In Chicago, he simplified the scheme and reigned in Cutler’s sometimes carelessness with the ball through smart play calls.

“That’s what coaching is,” Gase said, before adding that the Dolphin offense is “going to look a lot different than we looked in Chicago, or Denver.”
If training camp and the first three preseason games forecast the future, Miami will attack opponents with a no-huddle, quick-release, short-to-intermediate passing game that takes its chances down the field selectively.

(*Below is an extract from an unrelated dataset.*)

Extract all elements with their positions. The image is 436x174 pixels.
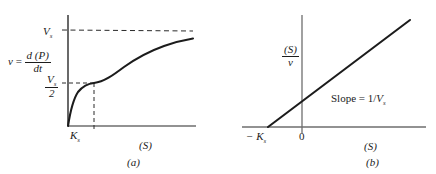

Gase said in August he was “fine” with the conservative approach because NFL passing offenses trend “10 yards and under.” Gase wants to protect Tannehill – whom opposing defenses sacked an NFL-high 184 times in the past four seasons. “If you want to stand back there and have your quarterbacks get his brains beat out, go at it.”

He’s on to something.

Steelers quarterback Ben Roethlisberger and Bengals quarterback Andy Dalton led the league last year in average yards per completion (8.4). Tannehill tied for eighth at 7.2.

The Gase-Tannehill union, however, is still in its infancy. And Gase knows success takes time.

Gase remembers the first plays he ever called for Manning. It was the preseason of the record-breaking 2013 year.

At the time 34 years old and coaching a then-36 Manning, Gase’s first three series at the helm of the first-string offense produced two punts and a fumble.
“I remember (Manning) coming to the sideline and me thinking: ‘Great start,’ ” Gase said with not-so-subtle sarcasm. “With me and Ryan, the relationship gets stronger every day. It’s just going to take a minute for us to figure each other out within games. That one always takes a second, no matter who you’re with.”

If the Dolphins are to break a seven-year postseason drought this year, they better hope it’s a quick minute.

That goes for Tannehill, too.

He signed a four-year, $77 million contract extension prior to the start of last season. He’s set to make $9.34 million this year. But 2016, as Tannehill told Paste BN Sports in June, is a “very important” season for him. His salary shoots up to $17.975 million in 2017, with only $3.5 million of that guaranteed.

So if Miami wants to move on, next offseason would be the time.

But the Dolphins aren’t thinking that way. Tannehill said he felt that Gase’s hiring is “coming at a great time for me.”

His bosses do, too.

“We’d love to have them together for a number of years,” Dolphins executive vice president of football operations Mike Tannenbaum told Paste BN Sports. “That gives us the best situation to be successful. Ryan has played at a high level. I expect that to continue. Look, if we have success, we’ll lose coordinators. But again, we’re trying to put systems in place where we can have continuity for years to come. When we made the commitment to Adam, we were doing it for a long time.”